[The John Q. Aymar name on the facade was airbrushed out in yesterday's photo so as to not make Cornerspotter too easy.]
It didn't take long for Cornspotters to pick this one out the skyline-up of New York buildings. It's the John Q. Aymar Building at 270 8th Avenue, between 23rd and 24th Streets. The building, built in 1932, is remarkably unchanged after all this time, although it now sits camouflaged with exterior signage for commercial tenants affixed to its facade. Another change is the alteration of the street-level picture windows that beckoned shoppers in from the sidewalks. These have mostly been replaced with geometrically banded masonry that really minimizes shopper interaction from the stores' exteriors.

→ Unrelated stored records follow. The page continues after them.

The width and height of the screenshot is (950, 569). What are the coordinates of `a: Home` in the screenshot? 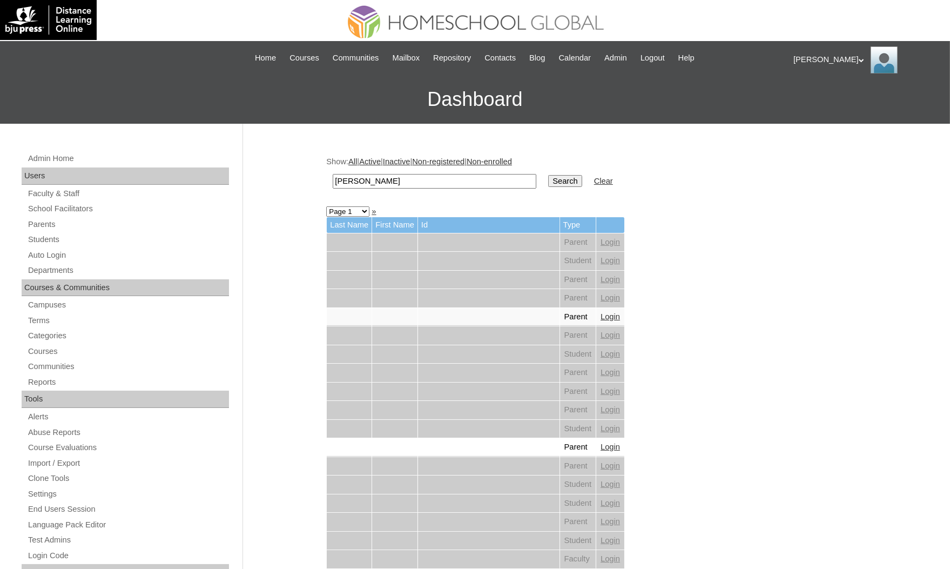 It's located at (265, 58).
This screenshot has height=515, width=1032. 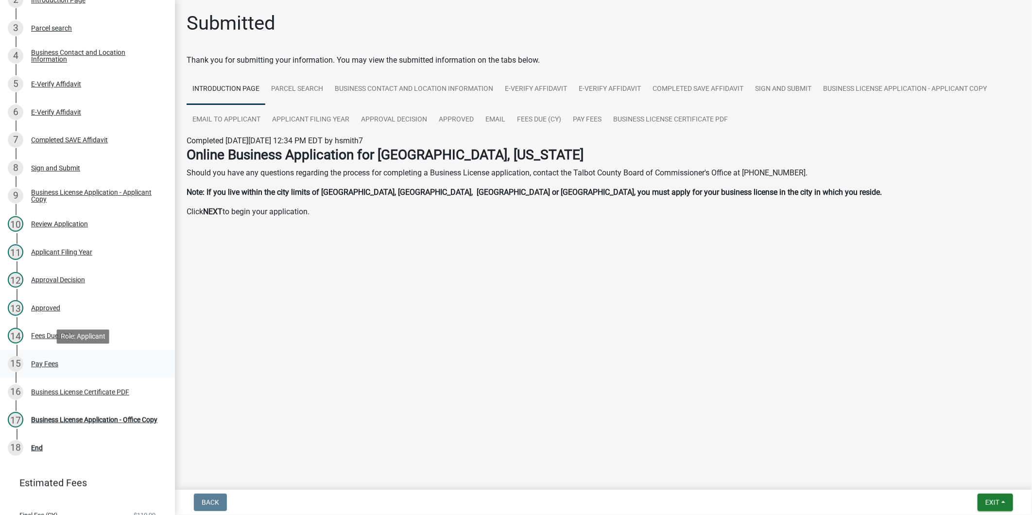 I want to click on div: 3, so click(x=16, y=28).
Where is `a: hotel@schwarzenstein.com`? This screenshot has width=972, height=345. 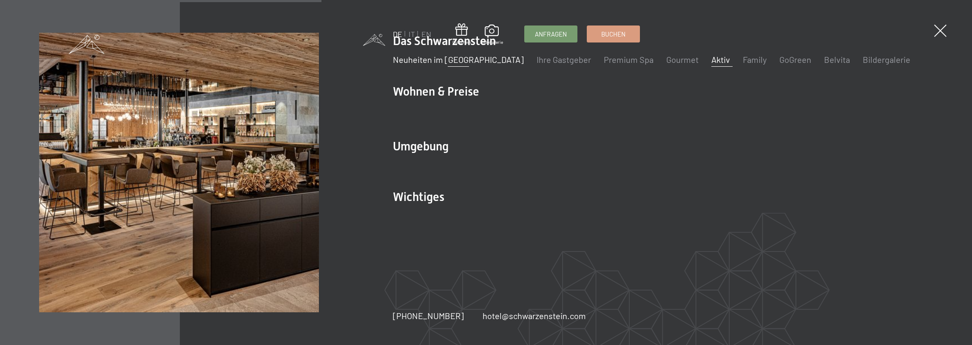
a: hotel@schwarzenstein.com is located at coordinates (534, 316).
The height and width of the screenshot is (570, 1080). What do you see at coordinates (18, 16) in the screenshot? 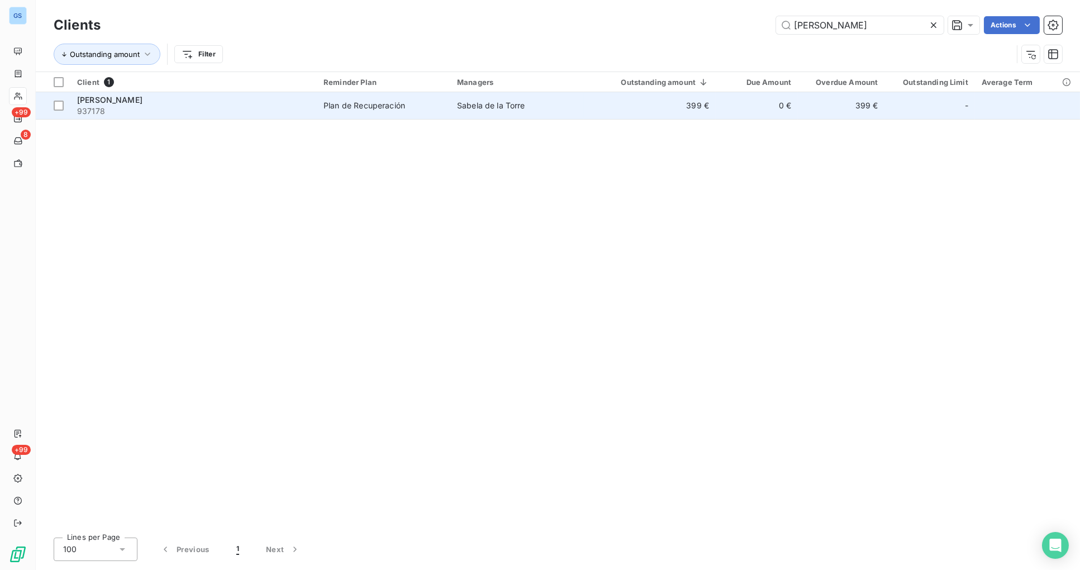
I see `div: GS` at bounding box center [18, 16].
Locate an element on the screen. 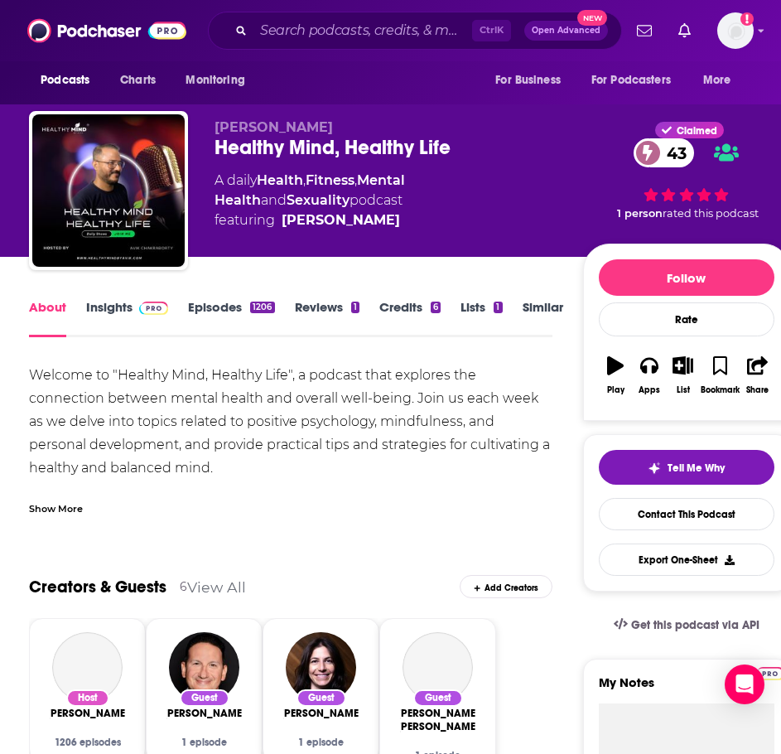  span: More is located at coordinates (717, 80).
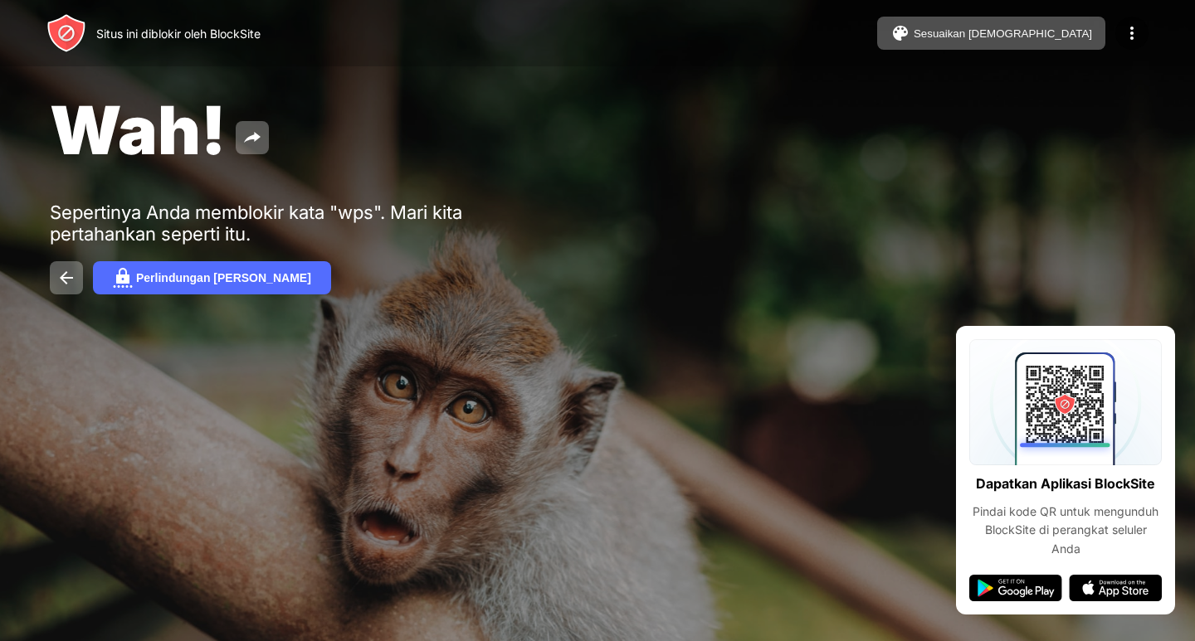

It's too bad that the changes have altered the building's tone from beckoning—"Come inside and see what else we have"—to demanding—"Come inside or you won't see what we have for sale"—because it's a rare building that has retained its two-story profile as the neighborhood has risen around it. A blurb in a 1989 issue of The New Yorker magazine appreciated the address:
The John Q. Aymar Building, at the corner of 23rd Street and Eight Avenue, radiates enormous pride. It's the sort of building you might see on Main Street in Anytown, U.S.A.: a two-story limestone affair, vaguely Deco with classical overtones, housing a a five-and-dime, a restaurant, and a few smaller shops on the ground floor, with offices upstairs. If this were Anytown, the Aymar Building would also sport a big American flag outside, because it would contain the local post office; it would look substantial, if not imposing, and would tell you at a glance that Mr. Aymar was the biggest deal in town. Only this is Manhattan, and the place looks like a peanut; and what sort of person, you wonder, as you double back down Eight Avenue in disbelief, would inscribe his name in such big, bold, classical letters on the side of a peanut? A person who's proud of building something on a human scale.It's actually unclear why John Q. Aymar's name is on the building. He appears to have been a prosperous merchant, and his 1833 painted portrait (along with his family), hangs in The Metropolitan Museum. Congrats to commenter CLA for being the first to identify where this week's Cornerspotter is located. And thanks for playing!